Foxconn, the Chinese manufacturer of electronics products for Apple and many others, has reported 9 suicides among its workforce and is fighting allegations of being a sweatshop.
It’s not the only tech company with a suicide problem, France Telecom’s is much higher, with 46 suicides, and now a government investigation.
Both sets of suicides are blamed on work place stress.
The Real Truth Behind Foxconn’s Suicide Cluster » M.I.C Gadget
The Foxconn suicide mess is all started from job stress. Within half a year, there are 9 suicides with 7 confirmed-deaths in Foxconn’s factory of China, Shenzhen. In order to find out what’s really going on in that factory, the Southern Weekly, described by The New York Times as China’s most influential liberal newspaper, has sent an amateur reporter to slip into Foxconn’s factory to pretend as a worker and the mission is to find out the truth of the suicide cluster.
FT.com / UK – Fresh probe on France Telecom suicides
The Paris prosecutor’s office has opened an investigation into allegations of “workplace harassment” at France Telecom following a spate of suicides at the company, it emerged yesterday.
The former monopoly is also being investigated for failing to document properly the health risks facing its employees.
…In 2008 and 2009, 35 of the company’s employees committed suicide, laying bare a deep crisis in morale among its 100,000-strong French workforce. The crisis has continued, with a further 11 employees taking their own lives since the beginning of 2010.
Stéphane Richard, France Telecom’s new chief executive, told the Financial Times last month that there would probably be further suicides.
Is this the price of progress? Will we see suicides increase at other companies too?
The global work force, whether in China or France … or in the US, is under ever increasing pressure to become more productive, and companies are forced to get rid of workers that can’t keep up with the pace of production.
Laws that protect employees from losing their jobs aren’t a good solution, as shown in France. French employers will sometimes make life unpleasant for staff, hoping they will leave.
I met with France Telecom executives in December in Paris. They showed me an impressive number of gadgets and services, including a 3-in-1 plan that included landline phone, cable TV, and mobile phone — for 30 Euros a month, about $36!
I said it is impossible for me to get just one of those services for that price in the US. It just shows the intense competition for business in France.
It raises the question whether cheap bandwidth and low cost gadgets are the worth the cost in human lives–not to mention the huge amount of suffering in these work places that goes unreported.
Tom Foremski is the Editor and Founder of the popular and top-ranked news site Silicon Valley Watcher, reporting on business and culture of innovation. He is a former journalist at the Financial Times and in 2004, became the first journalist from a leading newspaper to resign and become a full-time journalist blogger.
Tom has been reporting on Silicon Valley and the US tech industry since 1984 and has been named as one of the top 50 (#28) most influential bloggers in Silicon Valley. His current focus is on the convergence of media and technology — the making of a new era for Silicon Valley. He also writes a column at ZDNET.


▸ **ASSIGNMENT**
Show all lines from the data that include the word "overrun".

▸ **Extracted records**
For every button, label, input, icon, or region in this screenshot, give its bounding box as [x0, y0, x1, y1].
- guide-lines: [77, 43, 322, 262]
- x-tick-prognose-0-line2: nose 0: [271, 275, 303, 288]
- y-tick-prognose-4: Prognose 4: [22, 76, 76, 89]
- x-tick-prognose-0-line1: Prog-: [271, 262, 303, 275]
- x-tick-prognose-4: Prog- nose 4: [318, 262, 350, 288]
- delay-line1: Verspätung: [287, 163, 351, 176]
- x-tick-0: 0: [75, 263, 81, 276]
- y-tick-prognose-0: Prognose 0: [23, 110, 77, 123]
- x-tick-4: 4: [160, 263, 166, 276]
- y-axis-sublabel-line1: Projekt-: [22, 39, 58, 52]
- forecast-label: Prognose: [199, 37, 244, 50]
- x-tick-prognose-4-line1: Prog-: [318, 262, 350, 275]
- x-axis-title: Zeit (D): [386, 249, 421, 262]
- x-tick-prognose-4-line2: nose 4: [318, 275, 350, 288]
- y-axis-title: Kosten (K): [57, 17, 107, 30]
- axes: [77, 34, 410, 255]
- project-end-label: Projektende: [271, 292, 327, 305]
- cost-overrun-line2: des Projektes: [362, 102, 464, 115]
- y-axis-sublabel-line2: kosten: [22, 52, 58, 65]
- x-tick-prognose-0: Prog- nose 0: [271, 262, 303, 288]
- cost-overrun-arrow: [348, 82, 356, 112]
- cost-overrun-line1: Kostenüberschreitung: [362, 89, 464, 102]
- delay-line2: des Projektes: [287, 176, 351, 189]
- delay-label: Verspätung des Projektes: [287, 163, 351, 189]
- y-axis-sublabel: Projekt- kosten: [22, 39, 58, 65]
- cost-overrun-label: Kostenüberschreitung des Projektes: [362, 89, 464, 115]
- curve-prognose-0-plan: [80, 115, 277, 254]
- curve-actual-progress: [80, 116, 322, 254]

▸ **ANSWER BELOW**
- cost-overrun-line2: des Projektes: [362, 102, 464, 115]
- cost-overrun-arrow: [348, 82, 356, 112]
- cost-overrun-line1: Kostenüberschreitung: [362, 89, 464, 102]
- cost-overrun-label: Kostenüberschreitung des Projektes: [362, 89, 464, 115]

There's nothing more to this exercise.